Stop writing Regular Expressions. Express them with Verbal Expressions. by Jerod Santo.
From the post:
GitHub user jehna has fashioned a runaway hit with his unique way of constructing difficult regular expressions.
VerbalExpressions turns the often-obscure-and-tricky-to-type regular expression operators into descriptive, chainable functions. The result of this is quite astounding. Here’s the example URL tester from the README:
// Create an example of how to test for correctly formed URLs var tester = VerEx() .startOfLine() .then( "http" ) .maybe( "s" ) .then( "://" ) .maybe( "www." ) .anythingBut( " " ) .endOfLine();
You can think of other regex languages that are more concise, but can you think of one as easy to teach to new users?
I think there is a lesson here for hand editing of topic maps.
Such as discovering what commons terms particular people would use for topic map constructs.

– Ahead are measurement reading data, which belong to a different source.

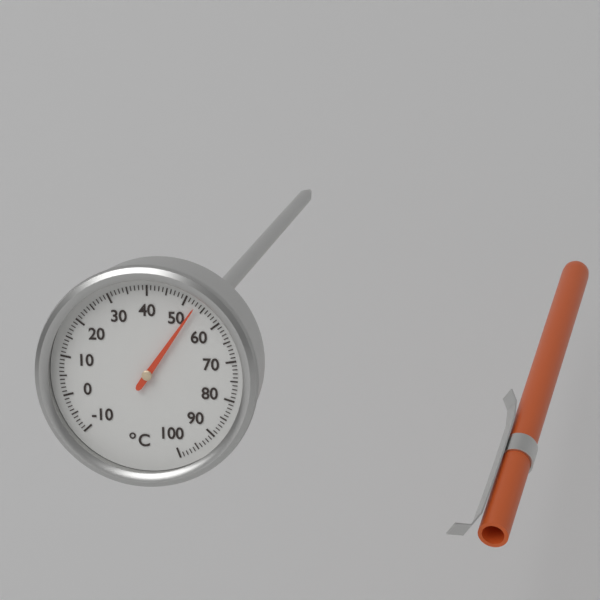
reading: 53 °C
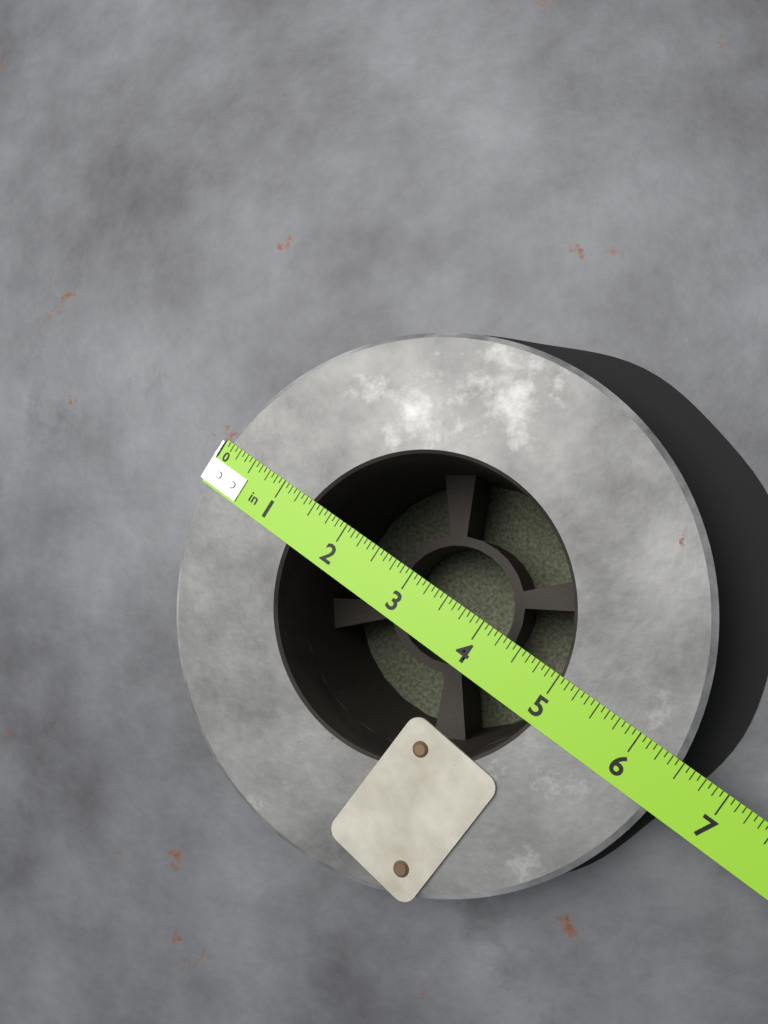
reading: 6.5000 in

Those terms could become their topic map authoring language, with a translation script that casts their expression into some briefer notation.
Yes?
Sounds like a great idea but wouldn’t casting something into a briefer language mean the user is still working at the lowest semantic level just using a different vocabulary: like assembly code instead of machine language? Maybe the Domain Specific Language could be at a higher level of abstraction so that is could be expanded into multiple constructs that represent higher level structures: like the Topic map equivalent of C, Python, or SQL.
However, the first step would be to create a catalog of common topic map structures or patterns. It seems like such a catalog could eventually enable automated or computer assisted construction of topic maps to supplement hand-editing of topic maps. Hand-editing is a necessary first step but it does not scale well. Imagine how few applications there would be now if everything had to be coded in assembler. Or how few databases would there be now if everyone had to build their own out of B-Trees.
Comment by clemp — August 6, 2013 @ 8:18 pm
I was thinking more along the lines of higher level languages, DSL for sure.
Think of it as being like auto-completion. When a lawyer says, “…the party of the first part,” an association is created with a topic for the party of the first part and as other players are named, they are added to the association. Roles could be composed of their obligations in the contract (we say seller/buyer as a shorthand for those). All the parts of a number of transactions, mortgages for example, are fairly well known. And there are a lot of them.
That’s not the unconstrained authoring case but I think the unconstrained case is vastly overrated. There is a lot of mileage in fairly routine and constrained cases.
+1! on hand editing. I think we need assistive interfaces suggest solutions and/or provide information to allow you to do the hard cases.
Comment by Patrick Durusau — August 7, 2013 @ 1:46 pm
That sounds like a great idea. I agree about unconstrained authoring. The flexibility is great for experts but it usually comes at the cost of making it harder to do the routine things that I’d prefer to let the computer do for me.